JULY 5, 2026
Copper Tariff Delay Keeps Metals Market on Edge as Gold Holds Jobs-Report Rebound
JULY 5, 2026
The US Dollar is entering the new trading week with a more defensive but still influential tone after a sharp payroll-driven reversal forced currency traders to reassess the balance between Federal Reserve caution and signs of a cooler labor market.
Fresh activity across the major market sections points to the forex market as the stronger news center, with the dollar, yen, euro and pound all reacting to shifting rate expectations. Metals remain sensitive to the same dollar and yield signals, but the immediate catalyst is concentrated in currencies as traders prepare for the next Federal Reserve minutes and a renewed debate over whether policy makers can stay hawkish if employment momentum continues to fade.
The dollar’s pullback late last week followed softer June jobs data, which reduced confidence in a clean continuation of the recent greenback rally. Even so, the move has not yet developed into a broad dollar breakdown. Traders are instead treating the payroll surprise as a test of positioning after a period in which firm US yields and hawkish Fed language had supported the currency against most major peers.
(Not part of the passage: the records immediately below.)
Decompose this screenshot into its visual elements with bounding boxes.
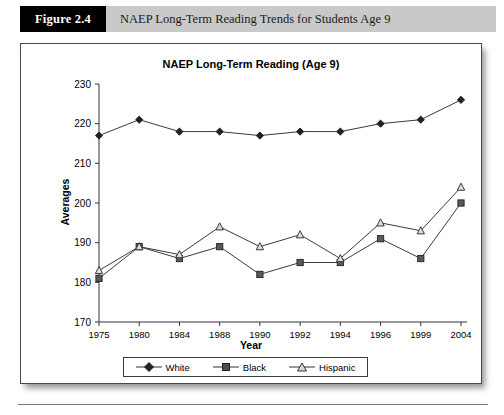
legend-label-white: White [165, 362, 190, 373]
data-point-white [377, 120, 384, 127]
data-point-hispanic [457, 183, 464, 190]
figure-number-badge: Figure 2.4 [20, 6, 106, 32]
legend-item-black: Black [213, 361, 266, 373]
y-tick-label: 190 [74, 237, 91, 248]
y-tick-label: 210 [74, 158, 91, 169]
data-point-black [217, 244, 223, 250]
chart-plot-area: 1701801902002102202301975198019841988199… [21, 44, 483, 385]
data-point-hispanic [95, 266, 102, 273]
line-chart: 1701801902002102202301975198019841988199… [21, 44, 483, 385]
data-point-black [297, 259, 303, 265]
y-tick-label: 230 [74, 79, 91, 90]
data-point-black [377, 236, 383, 242]
x-tick-label: 2004 [450, 329, 471, 340]
y-tick-label: 180 [74, 277, 91, 288]
data-point-white [176, 128, 183, 135]
data-point-white [337, 128, 344, 135]
legend-marker-filled-diamond-icon [136, 361, 162, 373]
data-point-white [256, 132, 263, 139]
data-point-hispanic [377, 219, 384, 226]
legend-item-white: White [136, 361, 190, 373]
chart-legend: White Black Hispanic [123, 357, 368, 377]
data-point-white [95, 132, 102, 139]
legend-marker-open-triangle-icon [289, 361, 315, 373]
data-point-black [418, 255, 424, 261]
series-line-hispanic [99, 187, 461, 270]
y-axis-title: Averages [59, 152, 71, 252]
figure-caption: NAEP Long-Term Reading Trends for Studen… [106, 6, 496, 32]
data-point-black [96, 275, 102, 281]
series-line-white [99, 100, 461, 136]
data-point-white [216, 128, 223, 135]
data-point-black [257, 271, 263, 277]
data-point-white [417, 116, 424, 123]
data-point-white [136, 116, 143, 123]
figure-header: Figure 2.4 NAEP Long-Term Reading Trends… [20, 6, 496, 32]
y-tick-label: 200 [74, 198, 91, 209]
y-tick-label: 170 [74, 317, 91, 328]
bottom-divider [18, 404, 488, 405]
y-tick-label: 220 [74, 118, 91, 129]
x-axis-title: Year [81, 339, 421, 351]
data-point-hispanic [216, 223, 223, 230]
data-point-white [297, 128, 304, 135]
legend-marker-filled-square-icon [213, 361, 239, 373]
data-point-white [457, 96, 464, 103]
figure-panel: NAEP Long-Term Reading (Age 9) 170180190… [20, 43, 482, 384]
legend-item-hispanic: Hispanic [289, 361, 355, 373]
legend-label-black: Black [242, 362, 266, 373]
legend-label-hispanic: Hispanic [318, 362, 355, 373]
data-point-black [458, 200, 464, 206]
data-point-hispanic [296, 231, 303, 238]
The coming release of Federal Reserve minutes is likely to shape whether the dollar’s latest dip becomes a deeper correction or a pause inside a still-resilient trend. Currency desks are focused on how strongly officials emphasized inflation risks, whether there was meaningful support for tighter policy, and whether softer labor data could change the tone before the next rate decision.
For the forex market, the key issue is not only the direction of interest rates but the gap between US yields and those available in Europe, Japan and other major economies. If the minutes reinforce the view that the Fed remains reluctant to ease policy, the dollar could regain traction quickly, especially against lower-yielding currencies. If the minutes appear less hawkish than expected, the euro, pound and commodity-linked currencies may find room to extend last week’s rebound.
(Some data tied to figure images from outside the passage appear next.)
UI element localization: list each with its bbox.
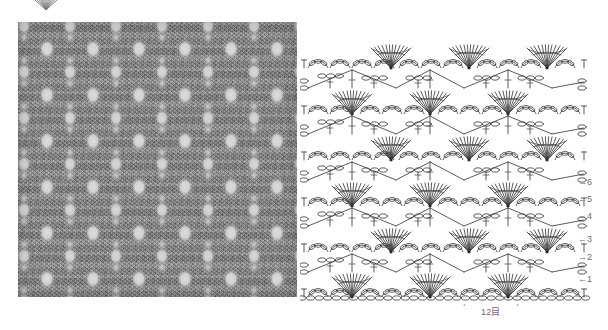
chart-row-upper-d [300, 70, 586, 90]
crochet-fabric-photo [18, 22, 297, 297]
photo-vignette [18, 22, 297, 297]
row-label-3: ←3 [578, 235, 592, 244]
chart-row-upper-b [300, 116, 586, 136]
row-label-1: ←1 [578, 275, 592, 284]
row-label-2: →2 [578, 253, 592, 262]
stitch-diagram-svg [300, 14, 590, 306]
chart-row-6 [300, 162, 586, 182]
repeat-brace [464, 304, 518, 306]
chart-row-5 [301, 183, 586, 208]
row-label-4: →4 [578, 212, 592, 221]
chart-row-3 [301, 229, 586, 254]
foundation-chain-count: 12目 [481, 307, 501, 317]
chart-row-upper-c [301, 91, 586, 116]
foundation-chain-row [300, 296, 590, 306]
row-label-5: ←5 [578, 195, 592, 204]
chart-row-upper-a [301, 137, 586, 162]
stitch-diagram [300, 14, 590, 304]
chart-row-1 [301, 274, 586, 299]
chart-row-4 [300, 208, 586, 228]
chart-row-top [301, 45, 586, 70]
fan-shell-motif-icon [18, 0, 74, 10]
row-label-6: →6 [578, 178, 592, 187]
chart-row-2 [300, 254, 586, 274]
row-number-legend: →6 ←5 →4 ←3 →2 ←1 [578, 178, 608, 288]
The euro has been one of the main beneficiaries of the dollar’s loss of momentum, but its recovery remains fragile. The single currency still faces questions over eurozone growth, energy costs and the inflation impact of a weaker exchange rate. That leaves EUR/USD dependent on whether the dollar side of the trade continues to soften rather than on a decisive improvement in European fundamentals.
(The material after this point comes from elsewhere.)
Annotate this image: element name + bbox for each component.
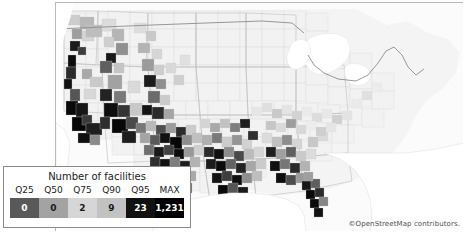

The Japanese Yen remains another focal point for currency traders after repeated pressure near multi-decade weak levels against the dollar. The combination of wide rate differentials, cautious Japanese policy settings and persistent demand for carry trades has kept USD/JPY sensitive to even small moves in US yields.
Intervention risk is likely to remain a background concern if the yen weakens further, but traders are also aware that verbal warnings alone may not reverse the broader trend without a drop in US yields. That makes the dollar-yen pair one of the clearest gauges of whether the market believes the Fed can maintain a hawkish stance after the latest employment figures.
Sterling and the Australian Dollar are also entering the week with a firmer tone after benefiting from the dollar’s payroll-related slide. However, both remain vulnerable to renewed risk aversion if the Fed minutes revive expectations for tighter US policy. In that environment, short-term flows may continue to favor tactical trading rather than a decisive rotation away from the dollar.
The broader message from the currency market is that the dollar has lost some momentum, but not its central role. Treasury yields, Fed communication and labor market signals are still driving cross-border capital flows, leaving major pairs exposed to quick reversals if incoming data changes the rate outlook again.
For now, the forex market is moving from a payroll shock into a Fed verification phase. A hawkish set of minutes could stabilize the greenback and renew pressure on the yen and euro, while a softer tone could extend the dollar correction and support a broader rebound in major currencies. Until that signal arrives, volatility is likely to remain elevated and liquidity may be uneven as traders rebuild positions after the holiday-thinned sessions.